Spain’s Ministry of Employment and Social Security released data showing that unemployment rose 2.7% in October, which translated into a jobless count of “4.833.521 personas.” If the figures are accurate, Spain’s unemployment rate continues to click ever higher above 25%. Spain cannot hold off on accepting a bailout from the European Union and International Monetary Fund, and it cannot wait any longer for help from the European Central Bank designed to bring down its borrowing costs. Further delay is nothing short of irresponsible.
Spain’s Economy Minister Luis de Guindos is in the midst of explaining his nation’s financial plans at the G-20 meeting in Mexico today. It is impossible for him to convince his counterparts that Spain has a viable way to escape a recession that approaches a five-year mark and threatens to become an outright depression. All he can say is that the central government will move ahead with austerity programs and with tax plans that might bring in more money.
Very few economists believe that budget cuts can do anything more than accelerate Spain’s GDP dive. Whether higher taxes help close the deficit remains to be seen. Value-added tax receipts did rise 11.9% in September, but the deficit-to-GDP ratio for the first nine months of the year was 4.29%, according to Bloomberg.
Spain’s ruling coalition refuses to admit that the country is painted into a corner financially. Estimates of the amount that its banks need in bailout capital are above 60 billion euros. That number could grow as bad loans do. Spain needs a bailout of its own, and the amount of that cannot be determined now, but it certainly counts as higher than the bank problem.
Unfortunately, other members of the EU cannot force a bailout on Spain. If they could, a financial disaster that could cause a technical default of Spain’s sovereign paper, much like the one Greece went through, might be avoided. The EU and IMF typically fight about bailout provisions as each jockeys for advantage in the restructuring package for a member country. Germany will have the greatest leverage, and it still wants strict budget supervision of any nation that receives aid. All in all, the debate about how to bail out Spain and under what conditions will make negotiations with the government drag on for months.
And Spain does not have months to solve its problems, at least in the short and medium terms.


## PROBLEM REQUIREMENTS
Lines containing the word "title" are the ones to copy from the records below.
=== MATERIAL PROVIDED ===
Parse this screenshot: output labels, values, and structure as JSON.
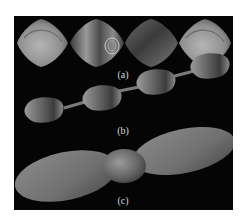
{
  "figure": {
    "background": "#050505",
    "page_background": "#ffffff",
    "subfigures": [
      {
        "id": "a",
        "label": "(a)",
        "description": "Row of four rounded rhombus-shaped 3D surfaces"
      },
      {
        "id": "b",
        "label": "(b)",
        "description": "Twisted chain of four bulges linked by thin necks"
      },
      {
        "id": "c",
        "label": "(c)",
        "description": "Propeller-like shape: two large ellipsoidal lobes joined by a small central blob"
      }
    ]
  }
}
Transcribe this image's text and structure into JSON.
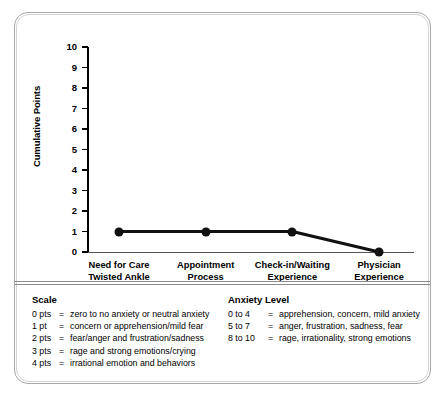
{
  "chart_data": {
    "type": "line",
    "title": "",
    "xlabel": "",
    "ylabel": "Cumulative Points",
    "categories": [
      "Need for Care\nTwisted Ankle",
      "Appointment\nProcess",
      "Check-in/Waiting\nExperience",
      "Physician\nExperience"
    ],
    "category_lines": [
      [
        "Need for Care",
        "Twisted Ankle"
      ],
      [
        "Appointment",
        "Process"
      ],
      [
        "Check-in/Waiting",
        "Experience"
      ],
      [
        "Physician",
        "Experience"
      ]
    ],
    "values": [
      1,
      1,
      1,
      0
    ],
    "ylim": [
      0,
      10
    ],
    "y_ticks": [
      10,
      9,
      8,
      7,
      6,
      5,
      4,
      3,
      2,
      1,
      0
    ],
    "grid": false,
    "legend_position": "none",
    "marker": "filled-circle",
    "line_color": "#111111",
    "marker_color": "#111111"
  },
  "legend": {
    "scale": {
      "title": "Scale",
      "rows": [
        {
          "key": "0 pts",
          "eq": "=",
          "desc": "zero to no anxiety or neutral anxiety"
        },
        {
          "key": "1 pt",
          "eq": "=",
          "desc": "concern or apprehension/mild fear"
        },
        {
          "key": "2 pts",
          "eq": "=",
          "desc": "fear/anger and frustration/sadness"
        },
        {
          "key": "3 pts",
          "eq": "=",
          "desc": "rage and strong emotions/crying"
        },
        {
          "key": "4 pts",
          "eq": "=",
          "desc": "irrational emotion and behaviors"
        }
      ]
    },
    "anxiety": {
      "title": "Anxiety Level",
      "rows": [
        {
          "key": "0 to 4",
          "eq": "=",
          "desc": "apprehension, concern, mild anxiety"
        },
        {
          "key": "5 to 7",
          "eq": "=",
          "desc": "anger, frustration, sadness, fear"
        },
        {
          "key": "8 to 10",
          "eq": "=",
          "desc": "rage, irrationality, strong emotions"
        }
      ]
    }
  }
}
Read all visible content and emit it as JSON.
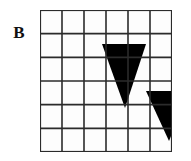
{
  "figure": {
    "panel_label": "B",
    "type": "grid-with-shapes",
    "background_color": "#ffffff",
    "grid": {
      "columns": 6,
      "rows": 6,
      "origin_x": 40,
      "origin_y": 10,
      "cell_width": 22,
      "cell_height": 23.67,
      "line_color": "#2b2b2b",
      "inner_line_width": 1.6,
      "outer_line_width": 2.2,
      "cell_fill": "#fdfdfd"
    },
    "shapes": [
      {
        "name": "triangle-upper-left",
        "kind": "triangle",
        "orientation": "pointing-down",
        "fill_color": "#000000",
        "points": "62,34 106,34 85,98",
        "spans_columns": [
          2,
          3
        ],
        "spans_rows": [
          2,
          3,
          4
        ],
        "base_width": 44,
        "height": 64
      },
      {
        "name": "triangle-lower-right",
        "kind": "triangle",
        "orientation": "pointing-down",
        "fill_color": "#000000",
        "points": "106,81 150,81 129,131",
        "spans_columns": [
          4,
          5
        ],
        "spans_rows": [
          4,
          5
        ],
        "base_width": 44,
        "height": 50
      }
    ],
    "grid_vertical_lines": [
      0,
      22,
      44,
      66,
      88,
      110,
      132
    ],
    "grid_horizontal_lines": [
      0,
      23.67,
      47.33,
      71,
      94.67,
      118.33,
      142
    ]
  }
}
===
## ANSWER TO THIS PROBLEM
    "title": "",
      "title": "Scale",
      "title": "Anxiety Level",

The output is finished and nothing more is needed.